Hanegbi: Israel recognizes Egypt’s reluctance to take refugees, hopes it’ll treat wounded

Jacob Magid is The Times of Israel's US bureau chief

Asked whether Israel wants Egypt to take in refugees for Gaza, National Security Council chairman Tzachi Hanegbi says Israel recognizes Cario’s fear that displaced Palestinians will try and rush the border if it is opened.

Hanegbi notes Israel’s longstanding ties with Egypt and expresses hope that Cairo will open its border in order to allow the injured to be treated in the Rafah hospital along with field hospitals that can be established on Egypt’s side of the border.

“There are many things that Egypt can help those uninvolved citizens. This is our mutual interest,” Hanegbi says.

Egypt has thus far refrained from allowing Gazan civilians to exit through its border, restricting passage to humanitarian aid entering Gaza through the Rafah crossing.

Israeli proposals for Egypt to take in refugees from Gaza have infuriated Cairo, particularly because Jerusalem has refused to publicly promise that those who leave the Strip will be allowed to return, an Egyptian official told The Times of Israel last week.

Hanegbi also says a number of countries have heeded Prime Minister Benjamin Netanyahu’s request to send ships that will dock off the coast of Gaza and serve as hospitals in the small southwest area of the Strip that Israel has designated as a safe zone.

The national security adviser urges the wounded to be treated in safe zones or in Egypt and not other hospitals inside Gaza under which Israel says Hamas has established command centers.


* [Activity]: Within the data, how many lines hold the word "diamond"? Answer with nothing but the number.
*** Begin section ***
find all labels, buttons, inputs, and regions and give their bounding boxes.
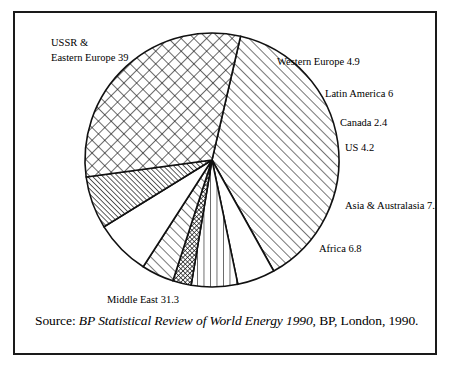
slice-label: Canada 2.4 <box>340 117 388 128</box>
source-suffix: , BP, London, 1990. <box>313 313 419 328</box>
source-caption: Source: BP Statistical Review of World E… <box>35 313 418 329</box>
figure-frame: USSR &Eastern Europe 39Western Europe 4.… <box>13 11 437 355</box>
source-prefix: Source: <box>35 313 76 328</box>
pie-chart-svg: USSR &Eastern Europe 39Western Europe 4.… <box>15 13 435 313</box>
pie-chart: USSR &Eastern Europe 39Western Europe 4.… <box>15 13 435 353</box>
pie-slices-group <box>85 33 339 287</box>
slice-label: Africa 6.8 <box>319 243 362 254</box>
slice-label: USSR & <box>51 37 88 48</box>
source-title: BP Statistical Review of World Energy 19… <box>79 313 313 328</box>
slice-label: Western Europe 4.9 <box>277 56 360 67</box>
slice-label: US 4.2 <box>345 142 374 153</box>
slice-label: Latin America 6 <box>325 88 393 99</box>
slice-label: Middle East 31.3 <box>107 294 179 305</box>
slice-label: Asia & Australasia 7.2 <box>345 200 435 211</box>
slice-label: Eastern Europe 39 <box>51 52 129 63</box>
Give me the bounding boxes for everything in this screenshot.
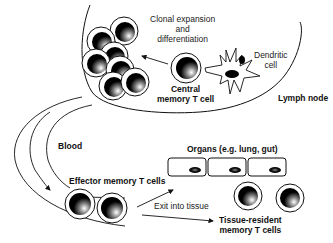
clonal-label-line1: Clonal expansion	[150, 14, 215, 24]
organs-label: Organs (e.g. lung, gut)	[187, 144, 278, 154]
lymph-node-label: Lymph node	[278, 93, 328, 103]
clonal-expansion-label: Clonal expansion and differentiation	[150, 14, 215, 44]
memory-t-cell-diagram: Clonal expansion and differentiation Den…	[0, 0, 333, 243]
blood-label: Blood	[58, 141, 82, 151]
clonal-expansion-arrow	[142, 56, 168, 64]
central-label-line1: Central	[157, 84, 214, 94]
effector-memory-label: Effector memory T cells	[69, 176, 165, 186]
expanded-t-cell-cluster	[82, 17, 149, 100]
dendritic-cell-label: Dendritic cell	[254, 50, 288, 70]
tissue-resident-label: Tissue-resident memory T cells	[219, 215, 282, 235]
central-memory-t-cell	[171, 53, 201, 83]
exit-into-tissue-label: Exit into tissue	[154, 201, 209, 211]
dendritic-label-line2: cell	[254, 60, 288, 70]
resident-label-line2: memory T cells	[219, 225, 282, 235]
tissue-resident-memory-t-cells	[234, 182, 304, 212]
central-label-line2: memory T cell	[157, 94, 214, 104]
central-memory-label: Central memory T cell	[157, 84, 214, 104]
exit-to-resident-arrow	[142, 215, 213, 221]
resident-label-line1: Tissue-resident	[219, 215, 282, 225]
clonal-label-line2: and	[150, 24, 215, 34]
dendritic-label-line1: Dendritic	[254, 50, 288, 60]
organ-epithelium	[168, 158, 286, 176]
clonal-label-line3: differentiation	[150, 34, 215, 44]
effector-memory-t-cells	[65, 189, 127, 223]
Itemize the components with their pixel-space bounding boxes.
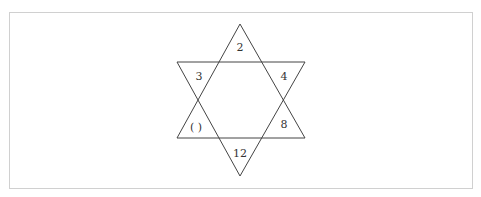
hexagram-star: 2 3 4 ( ) 8 12 <box>0 0 481 197</box>
cell-lower-left-blank: ( ) <box>190 121 202 134</box>
cell-upper-left-value: 3 <box>196 70 203 83</box>
cell-bottom-value: 12 <box>233 147 247 160</box>
cell-top-value: 2 <box>237 41 244 54</box>
cell-upper-right-value: 4 <box>281 70 288 83</box>
cell-lower-right-value: 8 <box>281 118 288 131</box>
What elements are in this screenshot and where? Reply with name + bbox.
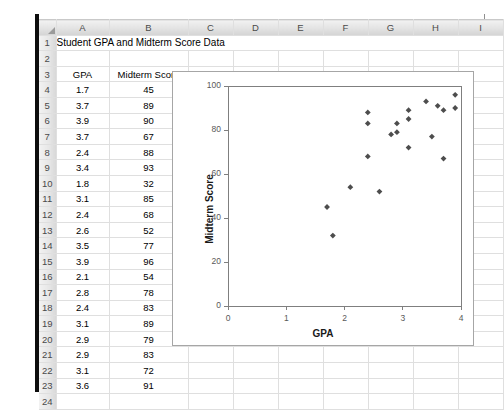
row-header-18[interactable]: 18 xyxy=(39,300,56,316)
cell-A2[interactable] xyxy=(56,51,109,67)
cell-a19-gpa[interactable]: 3.1 xyxy=(56,316,109,332)
cell-F2[interactable] xyxy=(323,51,368,67)
cell-C22[interactable] xyxy=(188,363,233,379)
cell-D21[interactable] xyxy=(233,347,278,363)
row-header-16[interactable]: 16 xyxy=(39,269,56,285)
cell-b21-score[interactable]: 83 xyxy=(109,347,188,363)
column-header-d[interactable]: D xyxy=(233,20,278,36)
column-header-f[interactable]: F xyxy=(323,20,368,36)
column-header-b[interactable]: B xyxy=(109,20,188,36)
cell-a7-gpa[interactable]: 3.7 xyxy=(56,129,109,145)
cell-a18-gpa[interactable]: 2.4 xyxy=(56,300,109,316)
column-header-i[interactable]: I xyxy=(458,20,503,36)
cell-a14-gpa[interactable]: 3.5 xyxy=(56,238,109,254)
cell-a20-gpa[interactable]: 2.9 xyxy=(56,331,109,347)
cell-C24[interactable] xyxy=(188,394,233,410)
cell-C21[interactable] xyxy=(188,347,233,363)
row-header-7[interactable]: 7 xyxy=(39,129,56,145)
cell-F21[interactable] xyxy=(323,347,368,363)
cell-a22-gpa[interactable]: 3.1 xyxy=(56,363,109,379)
cell-B2[interactable] xyxy=(109,51,188,67)
row-header-12[interactable]: 12 xyxy=(39,207,56,223)
row-header-14[interactable]: 14 xyxy=(39,238,56,254)
row-header-6[interactable]: 6 xyxy=(39,113,56,129)
cell-a13-gpa[interactable]: 2.6 xyxy=(56,222,109,238)
cell-A24[interactable] xyxy=(56,394,109,410)
row-header-4[interactable]: 4 xyxy=(39,82,56,98)
cell-B24[interactable] xyxy=(109,394,188,410)
cell-a15-gpa[interactable]: 3.9 xyxy=(56,253,109,269)
embedded-scatter-chart[interactable]: Midterm Score GPA 02040608010001234 xyxy=(172,71,474,346)
cell-a17-gpa[interactable]: 2.8 xyxy=(56,285,109,301)
cell-H21[interactable] xyxy=(413,347,458,363)
column-header-g[interactable]: G xyxy=(368,20,413,36)
cell-a10-gpa[interactable]: 1.8 xyxy=(56,175,109,191)
row-header-11[interactable]: 11 xyxy=(39,191,56,207)
table-row[interactable]: 2 xyxy=(39,51,503,67)
cell-I24[interactable] xyxy=(458,394,503,410)
cell-E23[interactable] xyxy=(278,378,323,394)
row-header-19[interactable]: 19 xyxy=(39,316,56,332)
cell-I22[interactable] xyxy=(458,363,503,379)
cell-I21[interactable] xyxy=(458,347,503,363)
table-row[interactable]: 212.983 xyxy=(39,347,503,363)
row-header-20[interactable]: 20 xyxy=(39,331,56,347)
cell-a9-gpa[interactable]: 3.4 xyxy=(56,160,109,176)
cell-a12-gpa[interactable]: 2.4 xyxy=(56,207,109,223)
cell-a3-gpa-header[interactable]: GPA xyxy=(56,66,109,82)
cell-C23[interactable] xyxy=(188,378,233,394)
cell-E2[interactable] xyxy=(278,51,323,67)
cell-G21[interactable] xyxy=(368,347,413,363)
cell-b22-score[interactable]: 72 xyxy=(109,363,188,379)
cell-a11-gpa[interactable]: 3.1 xyxy=(56,191,109,207)
cell-I2[interactable] xyxy=(458,51,503,67)
row-header-2[interactable]: 2 xyxy=(39,51,56,67)
row-header-9[interactable]: 9 xyxy=(39,160,56,176)
row-header-21[interactable]: 21 xyxy=(39,347,56,363)
cell-H24[interactable] xyxy=(413,394,458,410)
column-header-a[interactable]: A xyxy=(56,20,109,36)
cell-a8-gpa[interactable]: 2.4 xyxy=(56,144,109,160)
cell-E22[interactable] xyxy=(278,363,323,379)
cell-a1-sheet-title[interactable]: Student GPA and Midterm Score Data xyxy=(56,35,503,51)
column-header-e[interactable]: E xyxy=(278,20,323,36)
row-header-23[interactable]: 23 xyxy=(39,378,56,394)
cell-E21[interactable] xyxy=(278,347,323,363)
row-header-5[interactable]: 5 xyxy=(39,97,56,113)
cell-G24[interactable] xyxy=(368,394,413,410)
row-header-24[interactable]: 24 xyxy=(39,394,56,410)
cell-I23[interactable] xyxy=(458,378,503,394)
cell-F22[interactable] xyxy=(323,363,368,379)
cell-C2[interactable] xyxy=(188,51,233,67)
cell-a21-gpa[interactable]: 2.9 xyxy=(56,347,109,363)
table-row[interactable]: 1Student GPA and Midterm Score Data xyxy=(39,35,503,51)
row-header-17[interactable]: 17 xyxy=(39,285,56,301)
row-header-22[interactable]: 22 xyxy=(39,363,56,379)
table-row[interactable]: 233.691 xyxy=(39,378,503,394)
cell-a23-gpa[interactable]: 3.6 xyxy=(56,378,109,394)
cell-D24[interactable] xyxy=(233,394,278,410)
column-header-c[interactable]: C xyxy=(188,20,233,36)
row-header-13[interactable]: 13 xyxy=(39,222,56,238)
column-header-h[interactable]: H xyxy=(413,20,458,36)
cell-D2[interactable] xyxy=(233,51,278,67)
cell-a4-gpa[interactable]: 1.7 xyxy=(56,82,109,98)
table-row[interactable]: 223.172 xyxy=(39,363,503,379)
cell-H23[interactable] xyxy=(413,378,458,394)
cell-D23[interactable] xyxy=(233,378,278,394)
row-header-8[interactable]: 8 xyxy=(39,144,56,160)
cell-F23[interactable] xyxy=(323,378,368,394)
cell-G22[interactable] xyxy=(368,363,413,379)
cell-H22[interactable] xyxy=(413,363,458,379)
cell-H2[interactable] xyxy=(413,51,458,67)
cell-a6-gpa[interactable]: 3.9 xyxy=(56,113,109,129)
row-header-1[interactable]: 1 xyxy=(39,35,56,51)
cell-G23[interactable] xyxy=(368,378,413,394)
cell-E24[interactable] xyxy=(278,394,323,410)
row-header-15[interactable]: 15 xyxy=(39,253,56,269)
cell-a5-gpa[interactable]: 3.7 xyxy=(56,97,109,113)
select-all-corner[interactable] xyxy=(39,20,56,36)
cell-F24[interactable] xyxy=(323,394,368,410)
cell-b23-score[interactable]: 91 xyxy=(109,378,188,394)
cell-a16-gpa[interactable]: 2.1 xyxy=(56,269,109,285)
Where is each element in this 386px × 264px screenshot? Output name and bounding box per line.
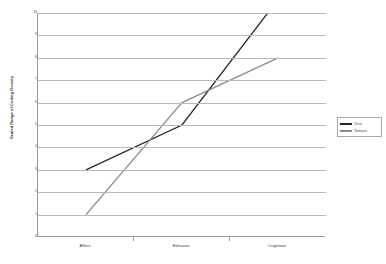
gridline: [38, 125, 326, 126]
series-line: [86, 13, 278, 170]
gridline: [38, 170, 326, 171]
legend-swatch-icon: [340, 123, 352, 125]
y-axis-title: Scaled Range of Coding Density: [9, 48, 14, 168]
gridline: [38, 147, 326, 148]
legend-label: Tamara: [354, 129, 367, 133]
legend-swatch-icon: [340, 130, 352, 132]
y-axis-tick-label: 8: [23, 56, 37, 59]
x-axis-tick: [229, 237, 230, 241]
y-axis-tick-label: 4: [23, 145, 37, 148]
gridline: [38, 103, 326, 104]
y-axis-tick-label: 3: [23, 168, 37, 171]
plot-area: [37, 13, 325, 237]
y-axis-tick-label: 6: [23, 101, 37, 104]
gridline: [38, 13, 326, 14]
gridline: [38, 192, 326, 193]
y-axis-tick-label: 9: [23, 33, 37, 36]
y-axis-tick-label: 5: [23, 123, 37, 126]
gridline: [38, 215, 326, 216]
legend-item: Tamara: [340, 127, 379, 134]
y-axis-tick-label: 1: [23, 213, 37, 216]
x-axis-tick-label: Affect: [50, 243, 120, 248]
gridline: [38, 58, 326, 59]
gridline: [38, 80, 326, 81]
y-axis-tick-label: 10: [23, 11, 37, 14]
y-axis-tick-label: 2: [23, 190, 37, 193]
chart-legend: TinaTamara: [337, 117, 382, 137]
legend-label: Tina: [354, 122, 362, 126]
x-axis-tick-label: Cognition: [242, 243, 312, 248]
line-chart: Scaled Range of Coding Density 012345678…: [0, 0, 386, 264]
y-axis-tick-label: 0: [23, 235, 37, 238]
y-axis-tick-label: 7: [23, 78, 37, 81]
x-axis-tick: [133, 237, 134, 241]
x-axis-tick-label: Behavior: [146, 243, 216, 248]
gridline: [38, 35, 326, 36]
series-line: [86, 58, 278, 215]
y-axis-tick-labels: 012345678910: [20, 0, 37, 264]
legend-item: Tina: [340, 120, 379, 127]
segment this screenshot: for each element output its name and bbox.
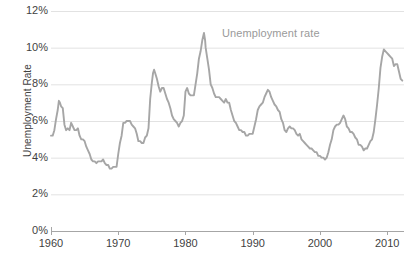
y-axis-tick-labels: 0%2%4%6%8%10%12%	[14, 0, 48, 261]
x-axis-tick-label: 1990	[231, 238, 275, 249]
unemployment-rate-line	[51, 33, 402, 169]
plot-area	[0, 0, 408, 261]
x-axis-tick-label: 1970	[96, 238, 140, 249]
x-axis-tick-label: 2000	[298, 238, 342, 249]
unemployment-rate-chart: Unemployment Rate 0%2%4%6%8%10%12% 19601…	[0, 0, 408, 261]
y-axis-tick-label: 0%	[14, 225, 48, 236]
y-axis-tick-label: 4%	[14, 152, 48, 163]
x-axis-tick-label: 1960	[29, 238, 73, 249]
y-axis-tick-label: 10%	[14, 42, 48, 53]
y-axis-tick-label: 8%	[14, 78, 48, 89]
y-axis-tick-label: 6%	[14, 115, 48, 126]
x-axis-tick-label: 2010	[365, 238, 408, 249]
series-annotation-label: Unemployment rate	[222, 27, 320, 39]
x-axis-tick-label: 1980	[163, 238, 207, 249]
y-axis-tick-label: 12%	[14, 5, 48, 16]
y-axis-tick-label: 2%	[14, 188, 48, 199]
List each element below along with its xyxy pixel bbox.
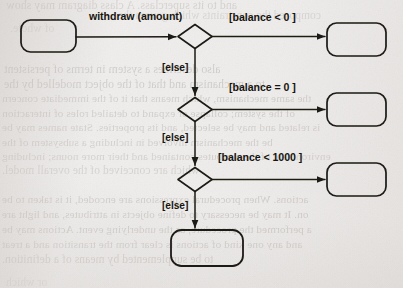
- uml-state-diagram: [0, 0, 403, 288]
- state-start: [21, 20, 76, 52]
- decision-diamond-3: [178, 168, 212, 192]
- label-else-3: [else]: [162, 201, 188, 211]
- label-else-2: [else]: [162, 133, 188, 143]
- decision-diamond-1: [178, 25, 212, 49]
- state-balance-negative: [327, 23, 386, 56]
- decision-diamond-2: [178, 98, 212, 122]
- label-guard-balance-negative: [balance < 0 ]: [229, 12, 296, 23]
- label-else-1: [else]: [162, 63, 188, 73]
- scanned-page: and to its superclass. A class diagram m…: [0, 0, 403, 288]
- state-balance-small: [327, 163, 386, 196]
- label-guard-balance-zero: [balance = 0 ]: [229, 82, 296, 93]
- state-final: [171, 230, 243, 266]
- label-guard-balance-small: [balance < 1000 ]: [218, 152, 302, 163]
- label-trigger-withdraw: withdraw (amount): [89, 11, 182, 22]
- state-balance-zero: [327, 93, 386, 126]
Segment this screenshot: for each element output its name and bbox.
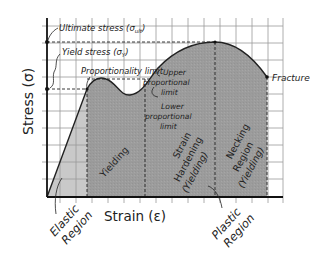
- yield-stress-marker: [45, 87, 49, 91]
- stress-strain-diagram: Ultimate stress (σult) Yield stress (σY)…: [0, 0, 332, 267]
- ultimate-stress-marker: [45, 40, 49, 44]
- lower-proportional-limit-label-3: limit: [160, 122, 178, 131]
- lower-proportional-limit-label-2: proportional: [144, 112, 192, 121]
- upper-proportional-limit-label-2: proportional: [142, 78, 190, 87]
- plastic-region-label: Plastic Region: [209, 202, 258, 252]
- upper-proportional-limit-label-3: limit: [161, 88, 179, 97]
- fracture-label: Fracture: [272, 73, 310, 83]
- proportionality-limit-label: Proportionality limit: [81, 66, 164, 76]
- lower-proportional-limit-label-1: Lower: [161, 102, 185, 111]
- fracture-point: [265, 75, 269, 79]
- y-axis-title: Stress (σ): [20, 68, 36, 135]
- ultimate-point: [213, 40, 216, 43]
- elastic-region-label: Elastic Region: [47, 199, 96, 249]
- upper-proportional-limit-label-1: Upper: [163, 68, 187, 77]
- x-axis-title: Strain (ε): [104, 208, 166, 224]
- yield-stress-label: Yield stress (σY): [62, 47, 129, 58]
- ultimate-stress-label: Ultimate stress (σult): [59, 23, 145, 34]
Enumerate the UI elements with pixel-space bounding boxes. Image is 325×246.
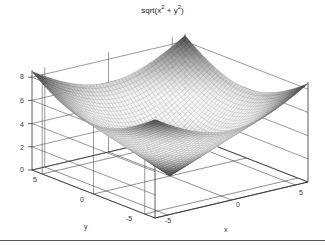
z-tick-6: 6 <box>20 97 24 104</box>
z-tick-2: 2 <box>20 144 24 151</box>
x-tick-5: 5 <box>299 189 303 196</box>
y-tick-neg5: -5 <box>126 215 132 222</box>
surface-plot <box>0 0 325 246</box>
z-tick-4: 4 <box>20 121 24 128</box>
y-tick-5: 5 <box>33 176 37 183</box>
x-tick-neg5: -5 <box>165 217 171 224</box>
z-tick-0: 0 <box>20 166 24 173</box>
figure-divider <box>0 240 325 241</box>
x-tick-0: 0 <box>236 201 240 208</box>
y-axis-label: y <box>84 223 88 230</box>
z-tick-8: 8 <box>20 73 24 80</box>
chart-figure: sqrt(x2 + y2) 8 6 4 2 0 5 0 -5 y -5 0 5 … <box>0 0 325 246</box>
x-axis-label: x <box>224 226 228 233</box>
y-tick-0: 0 <box>80 196 84 203</box>
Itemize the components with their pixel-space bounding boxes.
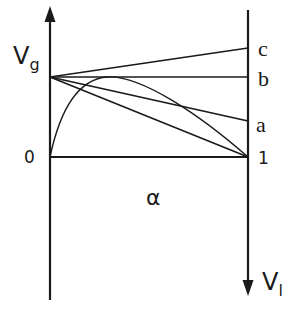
label-a: a bbox=[256, 112, 266, 137]
down-arrow-icon bbox=[243, 280, 254, 296]
diagram-canvas: Vg 0 1 c b a α Vl bbox=[0, 0, 298, 318]
alpha-label: α bbox=[146, 185, 161, 210]
line-c bbox=[50, 48, 248, 77]
end-label: 1 bbox=[258, 148, 269, 168]
label-c: c bbox=[258, 36, 268, 61]
line-a bbox=[50, 77, 248, 121]
origin-label: 0 bbox=[24, 147, 35, 167]
label-b: b bbox=[258, 66, 269, 91]
line-1 bbox=[50, 77, 248, 157]
vg-label: Vg bbox=[13, 42, 40, 74]
up-arrow-icon bbox=[45, 6, 56, 22]
vl-label: Vl bbox=[262, 268, 283, 300]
*** End section ***
* [Response to this task]: 3